She says it was the campaign that decided to run up mind-boggling bills to outfit her for the national convention and subsequent public appearances; that the decision was not hers. She says that campaign managers told her what to confess, what to deny, and what to stonewall in her public appearances. She says, in effect, that the person we saw last Fall was a puppet whose strings were being pulled by people who were dummies themselves and were running John McCain's campaign for the White House.
I have no way of knowing how much of this to believe -- McCain insiders deny it all -- but in a long career of watching, and being part of, political campaigns, including those of Ronald Reagan and George H. W. Bush, I have never seen another as inept as the one assembled by John McCain. At times the McCain campaign resembled a poorly-run race for sixth-grade class president. This predisposes me to believe any accusation of stupidity within that dingy and brain-dead quarter.
This does not excuse Ms. Palin nor prove the accuracy of her explanations, but it certainly places them within the realm of possibility. Not all of them, to be sure. There were certainly a sufficient number of eye-rolling statements coming from Palin's mouth to make it plausible to raise questions about her intellect and to render her at least semi-culpable in the formation of the unfavorable opinion that dogged her days on the campaign trail. What's more -- sorry, Sarah -- if one professes to be strong enough to hold high office, how do we square that with a self-portrayal as a poor helpless victim of mindless string-pullers? What, you couldn't say no?
But questions about Palin are not the same as questions about Palinism. And if Palinism extends beyond Sarah Palin, herself, as I suspect it may, it is Palinism that will matter most in the elections of 2010 and 2012.
What is Palinism? It is the suggestion that there is in Middle America a bubbling resentment against what is perceived as elitist snobbery against those who go to community college, shop at Walmart, view non-pet animals as food-in-waiting, read John Grisham novels and go to church on Sunday. It is not (or so I perceive it) a rebellion against affluence or superior education, but against what many in fly-over-land view as condescension and dismissiveness.
I'm not unaware of the tension, having received my own education in the heartland (journalism at the University of Oklahoma, law at Oklahoma City University) but having then taught at Harvard and Princeton for the past sixteen years, I have cheered rodeos as well as applauded in Symphony Hall. One can move in both circles, but Oklahoma and Cambridge are indeed distinct.
This may be disconcerting to some, but my guess is that by actual count (I'm not a statistician), more people shop at Walmart than at Bergdorf-Goodman (although some who don't shop at Walmart are voicing an ethical concern, not looking down their noses at discount goods) and more watch NASCAR than ski at Aspen. Clearly the two worlds can co-exist and political candidates can appeal equally to both (there are similar issues - involving jobs, health care, war - in both Americas) but they co-exist most readily where there is a mutual respect.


ASSIGNMENT = Go through the data below. List every line that holds the word "icon".

*** Opening INPUT DATA ***

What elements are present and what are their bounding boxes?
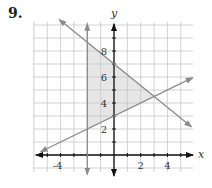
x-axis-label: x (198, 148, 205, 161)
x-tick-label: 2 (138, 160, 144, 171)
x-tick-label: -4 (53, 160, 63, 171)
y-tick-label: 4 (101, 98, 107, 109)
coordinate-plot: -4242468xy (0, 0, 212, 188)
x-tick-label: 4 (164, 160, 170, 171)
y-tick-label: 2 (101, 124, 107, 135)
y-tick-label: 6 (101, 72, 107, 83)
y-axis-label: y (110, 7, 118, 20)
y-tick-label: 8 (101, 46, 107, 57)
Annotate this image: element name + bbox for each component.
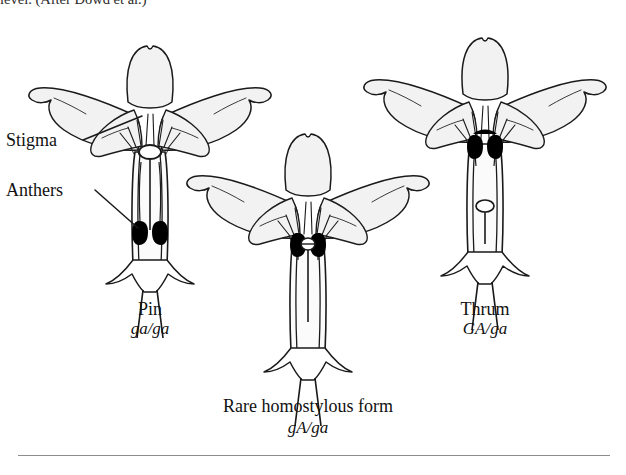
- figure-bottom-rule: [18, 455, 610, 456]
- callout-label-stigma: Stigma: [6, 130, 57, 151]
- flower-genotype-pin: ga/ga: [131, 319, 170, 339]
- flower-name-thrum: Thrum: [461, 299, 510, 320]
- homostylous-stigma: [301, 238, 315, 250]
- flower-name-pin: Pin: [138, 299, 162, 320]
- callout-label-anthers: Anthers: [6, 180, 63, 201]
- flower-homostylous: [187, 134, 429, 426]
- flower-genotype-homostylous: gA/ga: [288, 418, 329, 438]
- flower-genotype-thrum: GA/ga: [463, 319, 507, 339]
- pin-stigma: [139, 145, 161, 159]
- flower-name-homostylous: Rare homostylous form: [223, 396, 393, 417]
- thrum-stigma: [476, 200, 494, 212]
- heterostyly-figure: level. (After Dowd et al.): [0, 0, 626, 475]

*** Closing INPUT DATA ***
*** Opening INPUT DATA ***

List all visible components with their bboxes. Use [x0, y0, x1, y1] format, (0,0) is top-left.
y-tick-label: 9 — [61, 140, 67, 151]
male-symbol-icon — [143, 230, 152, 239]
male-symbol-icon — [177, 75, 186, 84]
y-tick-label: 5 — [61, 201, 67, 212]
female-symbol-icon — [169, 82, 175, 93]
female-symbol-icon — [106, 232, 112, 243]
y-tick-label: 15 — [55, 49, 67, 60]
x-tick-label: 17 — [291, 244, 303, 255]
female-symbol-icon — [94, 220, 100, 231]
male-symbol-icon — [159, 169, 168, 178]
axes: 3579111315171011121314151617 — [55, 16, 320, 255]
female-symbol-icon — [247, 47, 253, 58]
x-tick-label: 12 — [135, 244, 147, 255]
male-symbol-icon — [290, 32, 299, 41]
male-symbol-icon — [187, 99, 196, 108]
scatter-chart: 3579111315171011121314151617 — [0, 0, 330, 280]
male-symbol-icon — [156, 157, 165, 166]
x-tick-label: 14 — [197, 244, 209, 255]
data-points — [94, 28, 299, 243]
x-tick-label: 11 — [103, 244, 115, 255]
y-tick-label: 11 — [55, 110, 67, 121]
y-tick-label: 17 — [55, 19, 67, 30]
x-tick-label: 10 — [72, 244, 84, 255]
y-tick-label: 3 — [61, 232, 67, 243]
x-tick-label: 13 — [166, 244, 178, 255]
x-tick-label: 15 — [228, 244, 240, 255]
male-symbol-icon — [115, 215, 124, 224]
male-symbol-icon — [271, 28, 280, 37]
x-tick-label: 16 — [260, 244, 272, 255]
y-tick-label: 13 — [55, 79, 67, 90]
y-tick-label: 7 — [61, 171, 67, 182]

*** Closing INPUT DATA ***
*** Opening INPUT DATA ***

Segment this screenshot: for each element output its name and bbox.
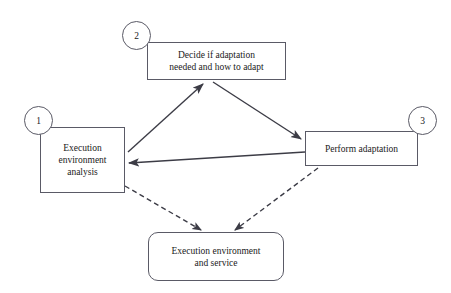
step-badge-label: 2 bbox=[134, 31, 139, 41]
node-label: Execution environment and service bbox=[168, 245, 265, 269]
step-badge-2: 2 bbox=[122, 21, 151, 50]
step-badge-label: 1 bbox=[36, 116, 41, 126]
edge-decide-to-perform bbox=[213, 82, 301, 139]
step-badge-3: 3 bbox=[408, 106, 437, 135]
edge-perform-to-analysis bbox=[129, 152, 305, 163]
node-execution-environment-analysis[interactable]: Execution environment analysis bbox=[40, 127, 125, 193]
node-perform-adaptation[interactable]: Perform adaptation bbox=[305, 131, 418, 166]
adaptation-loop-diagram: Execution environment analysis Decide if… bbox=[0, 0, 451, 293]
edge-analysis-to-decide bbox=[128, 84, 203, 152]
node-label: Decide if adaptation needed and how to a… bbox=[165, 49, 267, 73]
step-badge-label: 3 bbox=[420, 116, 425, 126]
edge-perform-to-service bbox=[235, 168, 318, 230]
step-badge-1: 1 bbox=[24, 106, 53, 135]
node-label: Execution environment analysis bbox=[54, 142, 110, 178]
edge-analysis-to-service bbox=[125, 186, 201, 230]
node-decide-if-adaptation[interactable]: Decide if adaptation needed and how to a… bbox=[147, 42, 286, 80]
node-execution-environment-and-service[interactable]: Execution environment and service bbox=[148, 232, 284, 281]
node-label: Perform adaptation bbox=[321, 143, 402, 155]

*** Closing INPUT DATA ***

SOLVED EXERCISE =
male-symbol-icon — [143, 230, 152, 239]
male-symbol-icon — [177, 75, 186, 84]
female-symbol-icon — [169, 82, 175, 93]
female-symbol-icon — [106, 232, 112, 243]
female-symbol-icon — [94, 220, 100, 231]
male-symbol-icon — [159, 169, 168, 178]
female-symbol-icon — [247, 47, 253, 58]
male-symbol-icon — [290, 32, 299, 41]
male-symbol-icon — [187, 99, 196, 108]
male-symbol-icon — [156, 157, 165, 166]
male-symbol-icon — [115, 215, 124, 224]
male-symbol-icon — [271, 28, 280, 37]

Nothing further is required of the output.